**WHAT IS REQUIRED**
Could you write out every entry exactly as it stands?

**DATA**
***

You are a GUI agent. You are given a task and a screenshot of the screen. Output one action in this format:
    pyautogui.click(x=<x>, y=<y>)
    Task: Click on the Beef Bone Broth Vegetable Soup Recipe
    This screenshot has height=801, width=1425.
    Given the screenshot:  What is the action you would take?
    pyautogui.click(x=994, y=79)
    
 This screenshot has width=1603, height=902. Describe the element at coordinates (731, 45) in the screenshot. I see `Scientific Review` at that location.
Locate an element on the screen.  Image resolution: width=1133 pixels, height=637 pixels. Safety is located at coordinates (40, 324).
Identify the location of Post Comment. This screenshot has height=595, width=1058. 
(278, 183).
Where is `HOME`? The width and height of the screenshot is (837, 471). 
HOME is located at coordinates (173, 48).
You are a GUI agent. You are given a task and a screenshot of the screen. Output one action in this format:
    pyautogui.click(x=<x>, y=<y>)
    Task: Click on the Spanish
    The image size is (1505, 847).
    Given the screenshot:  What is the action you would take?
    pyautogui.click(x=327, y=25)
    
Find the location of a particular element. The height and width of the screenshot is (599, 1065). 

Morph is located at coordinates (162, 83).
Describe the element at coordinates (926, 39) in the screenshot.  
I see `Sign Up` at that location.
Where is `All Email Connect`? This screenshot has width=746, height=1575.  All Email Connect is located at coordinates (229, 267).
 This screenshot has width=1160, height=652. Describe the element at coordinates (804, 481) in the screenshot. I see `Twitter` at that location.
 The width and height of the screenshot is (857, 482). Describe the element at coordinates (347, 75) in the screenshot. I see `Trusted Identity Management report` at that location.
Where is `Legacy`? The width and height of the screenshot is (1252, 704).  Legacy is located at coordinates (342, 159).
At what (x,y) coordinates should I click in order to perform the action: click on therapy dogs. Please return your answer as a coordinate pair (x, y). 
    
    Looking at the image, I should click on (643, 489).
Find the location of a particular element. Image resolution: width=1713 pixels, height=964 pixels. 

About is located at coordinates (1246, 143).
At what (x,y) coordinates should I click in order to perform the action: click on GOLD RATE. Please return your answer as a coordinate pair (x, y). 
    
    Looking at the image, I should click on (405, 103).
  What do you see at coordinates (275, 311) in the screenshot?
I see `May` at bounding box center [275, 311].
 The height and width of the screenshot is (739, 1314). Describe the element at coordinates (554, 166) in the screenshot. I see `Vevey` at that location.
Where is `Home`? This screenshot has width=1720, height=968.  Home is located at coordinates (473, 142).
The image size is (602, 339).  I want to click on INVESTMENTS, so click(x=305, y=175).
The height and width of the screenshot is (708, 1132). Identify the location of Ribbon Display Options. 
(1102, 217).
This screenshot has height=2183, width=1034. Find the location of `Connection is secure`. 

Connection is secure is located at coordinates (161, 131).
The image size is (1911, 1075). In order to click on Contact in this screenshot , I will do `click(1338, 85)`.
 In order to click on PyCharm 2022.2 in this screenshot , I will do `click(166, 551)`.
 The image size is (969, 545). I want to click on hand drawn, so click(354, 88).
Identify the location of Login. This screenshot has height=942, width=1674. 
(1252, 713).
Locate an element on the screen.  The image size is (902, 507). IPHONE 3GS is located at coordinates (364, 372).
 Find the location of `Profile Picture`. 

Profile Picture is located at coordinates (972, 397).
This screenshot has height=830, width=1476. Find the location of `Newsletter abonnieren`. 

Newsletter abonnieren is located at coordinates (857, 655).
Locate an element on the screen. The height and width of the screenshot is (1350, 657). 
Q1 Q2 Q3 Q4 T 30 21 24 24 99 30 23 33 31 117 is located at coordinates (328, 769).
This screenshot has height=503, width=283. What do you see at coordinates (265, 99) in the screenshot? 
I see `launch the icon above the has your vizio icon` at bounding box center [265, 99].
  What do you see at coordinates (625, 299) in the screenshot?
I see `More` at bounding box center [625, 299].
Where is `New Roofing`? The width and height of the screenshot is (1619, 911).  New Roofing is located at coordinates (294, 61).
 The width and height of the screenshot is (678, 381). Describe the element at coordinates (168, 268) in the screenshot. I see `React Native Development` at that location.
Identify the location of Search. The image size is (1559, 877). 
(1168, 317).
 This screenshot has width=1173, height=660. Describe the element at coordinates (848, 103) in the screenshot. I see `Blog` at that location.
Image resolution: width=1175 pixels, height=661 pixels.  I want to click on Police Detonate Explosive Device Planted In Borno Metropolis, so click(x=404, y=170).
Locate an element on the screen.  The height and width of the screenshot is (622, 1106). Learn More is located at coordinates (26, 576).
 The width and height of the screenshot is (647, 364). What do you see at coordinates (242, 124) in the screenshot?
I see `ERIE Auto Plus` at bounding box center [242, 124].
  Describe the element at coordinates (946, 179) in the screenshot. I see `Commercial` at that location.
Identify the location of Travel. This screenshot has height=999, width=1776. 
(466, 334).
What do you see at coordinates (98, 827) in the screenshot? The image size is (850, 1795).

***

**COMPLETED TASK**
You are a GUI agent. You are given a task and a screenshot of the screen. Output one action in this format:
    pyautogui.click(x=<x>, y=<y>)
    Task: Click on the Beef Bone Broth Vegetable Soup Recipe
    This screenshot has height=801, width=1425.
    Given the screenshot:  What is the action you would take?
    pyautogui.click(x=994, y=79)
    
 This screenshot has width=1603, height=902. Describe the element at coordinates (731, 45) in the screenshot. I see `Scientific Review` at that location.
Locate an element on the screen.  Image resolution: width=1133 pixels, height=637 pixels. Safety is located at coordinates (40, 324).
Identify the location of Post Comment. This screenshot has height=595, width=1058. 
(278, 183).
Where is `HOME`? The width and height of the screenshot is (837, 471). 
HOME is located at coordinates (173, 48).
You are a GUI agent. You are given a task and a screenshot of the screen. Output one action in this format:
    pyautogui.click(x=<x>, y=<y>)
    Task: Click on the Spanish
    The image size is (1505, 847).
    Given the screenshot:  What is the action you would take?
    pyautogui.click(x=327, y=25)
    
Find the location of a particular element. The height and width of the screenshot is (599, 1065). 

Morph is located at coordinates (162, 83).
Describe the element at coordinates (926, 39) in the screenshot.  
I see `Sign Up` at that location.
Where is `All Email Connect`? This screenshot has width=746, height=1575.  All Email Connect is located at coordinates (229, 267).
 This screenshot has width=1160, height=652. Describe the element at coordinates (804, 481) in the screenshot. I see `Twitter` at that location.
 The width and height of the screenshot is (857, 482). Describe the element at coordinates (347, 75) in the screenshot. I see `Trusted Identity Management report` at that location.
Where is `Legacy`? The width and height of the screenshot is (1252, 704).  Legacy is located at coordinates (342, 159).
At what (x,y) coordinates should I click in order to perform the action: click on therapy dogs. Please return your answer as a coordinate pair (x, y). 
    
    Looking at the image, I should click on (643, 489).
Find the location of a particular element. Image resolution: width=1713 pixels, height=964 pixels. 

About is located at coordinates (1246, 143).
At what (x,y) coordinates should I click in order to perform the action: click on GOLD RATE. Please return your answer as a coordinate pair (x, y). 
    
    Looking at the image, I should click on (405, 103).
  What do you see at coordinates (275, 311) in the screenshot?
I see `May` at bounding box center [275, 311].
 The height and width of the screenshot is (739, 1314). Describe the element at coordinates (554, 166) in the screenshot. I see `Vevey` at that location.
Where is `Home`? This screenshot has width=1720, height=968.  Home is located at coordinates (473, 142).
The image size is (602, 339).  I want to click on INVESTMENTS, so click(x=305, y=175).
The height and width of the screenshot is (708, 1132). Identify the location of Ribbon Display Options. 
(1102, 217).
This screenshot has height=2183, width=1034. Find the location of `Connection is secure`. 

Connection is secure is located at coordinates (161, 131).
The image size is (1911, 1075). In order to click on Contact in this screenshot , I will do `click(1338, 85)`.
 In order to click on PyCharm 2022.2 in this screenshot , I will do `click(166, 551)`.
 The image size is (969, 545). I want to click on hand drawn, so click(354, 88).
Identify the location of Login. This screenshot has height=942, width=1674. 
(1252, 713).
Locate an element on the screen.  The image size is (902, 507). IPHONE 3GS is located at coordinates (364, 372).
 Find the location of `Profile Picture`. 

Profile Picture is located at coordinates (972, 397).
This screenshot has height=830, width=1476. Find the location of `Newsletter abonnieren`. 

Newsletter abonnieren is located at coordinates (857, 655).
Locate an element on the screen. The height and width of the screenshot is (1350, 657). 
Q1 Q2 Q3 Q4 T 30 21 24 24 99 30 23 33 31 117 is located at coordinates (328, 769).
This screenshot has height=503, width=283. What do you see at coordinates (265, 99) in the screenshot? 
I see `launch the icon above the has your vizio icon` at bounding box center [265, 99].
  What do you see at coordinates (625, 299) in the screenshot?
I see `More` at bounding box center [625, 299].
Where is `New Roofing`? The width and height of the screenshot is (1619, 911).  New Roofing is located at coordinates (294, 61).
 The width and height of the screenshot is (678, 381). Describe the element at coordinates (168, 268) in the screenshot. I see `React Native Development` at that location.
Identify the location of Search. The image size is (1559, 877). 
(1168, 317).
 This screenshot has width=1173, height=660. Describe the element at coordinates (848, 103) in the screenshot. I see `Blog` at that location.
Image resolution: width=1175 pixels, height=661 pixels.  I want to click on Police Detonate Explosive Device Planted In Borno Metropolis, so click(x=404, y=170).
Locate an element on the screen.  The height and width of the screenshot is (622, 1106). Learn More is located at coordinates (26, 576).
 The width and height of the screenshot is (647, 364). What do you see at coordinates (242, 124) in the screenshot?
I see `ERIE Auto Plus` at bounding box center [242, 124].
  Describe the element at coordinates (946, 179) in the screenshot. I see `Commercial` at that location.
Identify the location of Travel. This screenshot has height=999, width=1776. 
(466, 334).
What do you see at coordinates (98, 827) in the screenshot? The image size is (850, 1795).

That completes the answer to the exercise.